There was the note of accomplishment, of success, in her voice, and she brushed her fine, soft hair with long, vigorous strokes which had in them something of this same quality of unwavering confidence. To look at her as she sat, relaxed yet dominant, before the glass, was to recognize that she was a woman who had achieved the purpose of her life, who had succeeded in whatever she had undertaken. Not a great purpose, perhaps—there were hours when her purpose seemed to her to be particularly trivial—but still, great or small, she had accomplished it. She was not only directing Dinard’s now—she was Dinard’s. Without her the business would collapse like a house of cards, and it was because she knew this, because Madame also knew this, that she had been able to perfect the arrangements she had planned that May afternoon after her depressing visit to Judge Crowborough. For she managed the house of Dinard’s now by an arrangement which gave her one third of the profits; and in the last six months, since this scheme had gone into effect, the business had grown tremendously in certain directions. The millinery department, for instance, which Madame had once treated with such supercilious disdain, had become to-day the most fashionable hat shop in Fifth Avenue. The work was hard, but the returns were wonderful; and with a strange gloating, she told herself that she was making money—always more money for the children. “When Fanny finishes school year after next, we’ll take a large apartment in Park Avenue, and spend every summer in Europe,” she concluded.

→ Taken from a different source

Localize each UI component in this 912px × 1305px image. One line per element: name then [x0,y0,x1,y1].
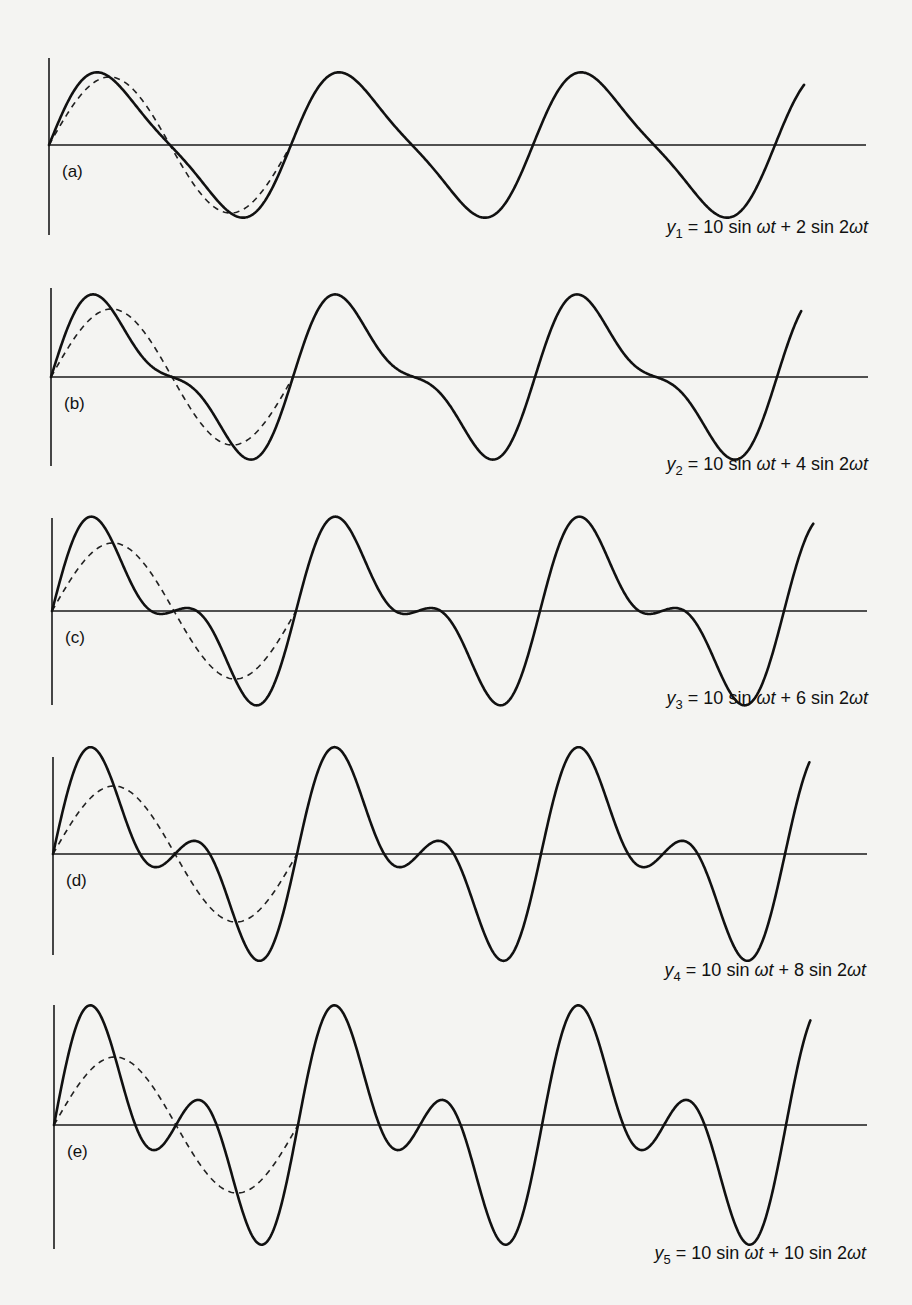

In the morning she rather expected to see O’Hara, but a month passed before she met him one evening in October, when she came home late from work. The autumn rains had come and gone, destroying the fugitive bloom of Miss Polly’s flower-beds, and scattering the leaves of the elm tree in a moist, delicately tinted carpet over the grass. An hour ago the sun had set in a purple cloud, and beneath the electric lights, which shone through the fog with a wan and spectral glimmer, the dark outlines of the city assumed an ominous vagueness. There was no light in the house; and the deserted yard, silvered from frost and strewn with dead leaves, which lay in wind-drifts along the flagged walk, had the haunted aspect of a place where youth and happiness have passed so recently that the fragrance of them still lingers.

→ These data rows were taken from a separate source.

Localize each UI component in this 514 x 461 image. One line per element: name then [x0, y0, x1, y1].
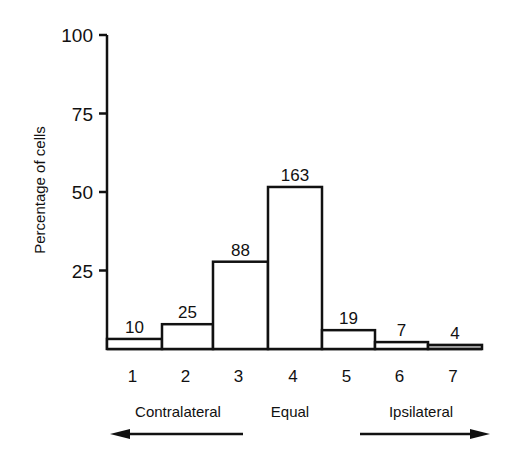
bar-6 — [375, 342, 428, 349]
bar-7 — [428, 345, 482, 349]
direction-label-ipsilateral: Ipsilateral — [389, 403, 453, 420]
bar-4 — [268, 187, 322, 349]
x-tick-label: 3 — [234, 367, 243, 386]
bar-5 — [322, 330, 375, 349]
y-tick-label: 100 — [61, 25, 93, 46]
histogram-chart: 255075100 Percentage of cells 1025881631… — [0, 0, 514, 461]
x-tick-label: 6 — [395, 367, 404, 386]
y-tick-label: 50 — [72, 182, 93, 203]
direction-label-contralateral: Contralateral — [135, 403, 221, 420]
bar-count-label: 25 — [178, 303, 197, 322]
bar-3 — [213, 262, 268, 349]
bar-count-label: 163 — [281, 166, 309, 185]
bar-count-label: 19 — [339, 309, 358, 328]
direction-labels: ContralateralEqualIpsilateral — [110, 403, 490, 439]
direction-label-equal: Equal — [271, 403, 309, 420]
arrow-right-icon — [470, 429, 490, 439]
x-tick-label: 7 — [448, 367, 457, 386]
bar-count-label: 10 — [125, 318, 144, 337]
bar-count-label: 88 — [231, 241, 250, 260]
x-tick-label: 2 — [181, 367, 190, 386]
y-axis-label: Percentage of cells — [31, 126, 48, 254]
x-tick-labels: 1234567 — [128, 367, 458, 386]
bar-1 — [107, 339, 162, 349]
arrow-left-icon — [110, 429, 130, 439]
y-tick-label: 25 — [72, 261, 93, 282]
y-tick-label: 75 — [72, 104, 93, 125]
x-tick-label: 5 — [342, 367, 351, 386]
bar-2 — [162, 324, 213, 349]
x-tick-label: 1 — [128, 367, 137, 386]
bars — [107, 187, 482, 349]
x-tick-label: 4 — [288, 367, 297, 386]
bar-count-label: 7 — [397, 321, 406, 340]
bar-count-label: 4 — [450, 324, 459, 343]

“Archibald went off to school without telling you good-bye,” she said in a friendly voice. “He was much disappointed.”
Stopping in the walk, he looked at her with unaffected surprise.
“Why, I thought that was what you wanted!”
She met this quite honestly. “Not after I talked to you.”
“What in thunder did I say to change your opinion of me?” The strong west wind blowing around him and lifting the roughened red hair from his forehead, appeared to lessen by contrast the breezy animation of his manner.